Thursday, 4 June 2026

Eight Hundred Chairs In A Single Line


Cedar Valley News
June 4, 2026 
Eight Hundred Chairs In A Single Line
By Chloe Papadakis

The spring social ended at nine, and I stayed behind to fold the tables. We had set twenty of them, round, eight chairs to a table, the way I have set them for years.

I folded while the room emptied, and I watched who left with whom. The Hansens left with the Hansens. The book club left as the book club. The three men from the mill walked out together the way they had walked in. By the time the floor was clear, I understood something I had been refusing to see for a long while. I had not built one gathering. I had built twenty small ones, and I had sent everybody home with the people they arrived beside.

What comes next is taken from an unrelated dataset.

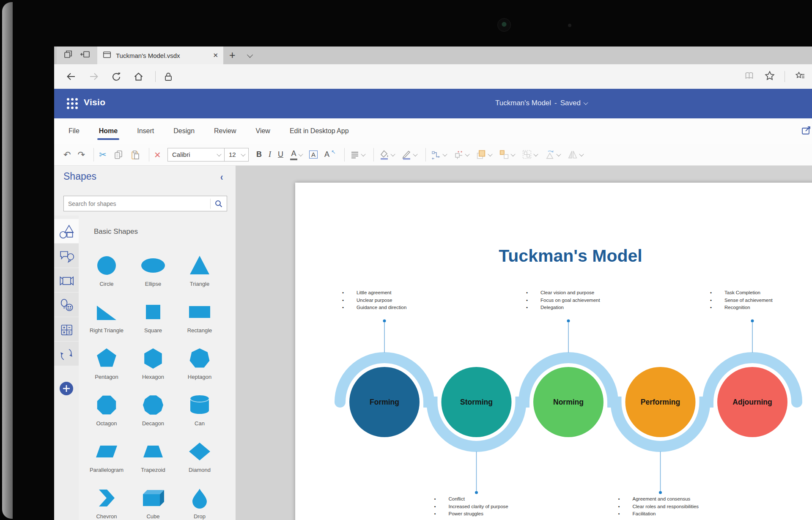 The image size is (812, 520). I want to click on shapes-section-title: Basic Shapes, so click(116, 232).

For weeks, I had been reading about a different table shape. Not in the planning guides. In the news, of all places. A nonprofit in New York set a single table down the middle of a closed-off block and asked the neighborhood to bring its own supper. Strangers were seated shoulder to shoulder and given nowhere else to sit. The idea spread. It has reached Grand Forks, Mankato, and Oklahoma City. Last month in Brooklyn, more than 1,300 people sat down at one table running the length of a street.

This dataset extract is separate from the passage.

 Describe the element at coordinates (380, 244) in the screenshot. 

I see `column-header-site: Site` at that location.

I have planned enough events to know why a thing like this works, and it has little to do with the food. A round table of eight is a small country. It has a border. You arrive with your people, you leave with your people, and the table keeps everyone else in the room at a polite distance. I have spent years drawing those borders and never once asked what they were for.

When I raised the long table at our next meeting, a woman I respect shook her head. People will not sit with strangers, she said. They want their own table. She is right about what people want. She is wrong about what a long table does. A long table does not ask. It seats you between two people you have never met and leaves you no graceful way out. The man on your left passes the salt. The woman on your right asks where you grew up. Somebody two seats down laughs, and the laugh carries, because at a long table a laugh has room to travel. By the time the plates are cleared, you know the names of four people you would have walked past at the post office for the rest of your life.

This is the part the reports leave out. They count the crowd and photograph the smiles. They do not say the plain thing a planner learns by hand. You can leave a room. You drift toward the door, you find your coat, and you are gone, and no one marks it. You cannot leave the middle of a long table. The person beside you would have to rise. The bench would have to move. So, you stay. You finish the food you brought and find you are not finished talking. And staying is where the whole evening finally happens.

The table is the argument. We have spent a decade asking why neighbors feel like strangers, and building committees and surveys and task forces to find out. The answer was in the storage closet the entire time, stacked against the wall in pieces, waiting for someone to set it the long way.

I am not folding twenty round tables again. Not for the harvest fair, not for the awards night. I am going to set one table down the middle of the hall, long enough to force a person to choose a seat before he knows who he will end up beside. I am going to leave the round ones stacked in the closet where I should have left them years ago.

You do not need a planner to do this. You need a table and the nerve it takes to seat your neighbor next to someone he does not know.

The next time Cedar Valley eats together, there will be one table. I am going to take the seat in the middle. The one you cannot leave.

Cedar Valley News has a Facebook group. If you have comments and want to join the conversation, you are welcome. Tell us about a table where you sat down beside a stranger and stood up beside a friend. https://bit.ly/40p8jKy

This editorial is part of the fictional Cedar Valley News series, written by Evan Swensen, Publisher, and Claude Marshall, AI Developmental Editor. While the people and town of Cedar Valley are fictional, the Longest Table community gatherings organized by the nonprofit NYCNext, including the Brooklyn Heights Association’s May 2026 event of more than 1,300 people on Remsen Street, and the tables held in Grand Forks, Mankato, and Oklahoma City, are real.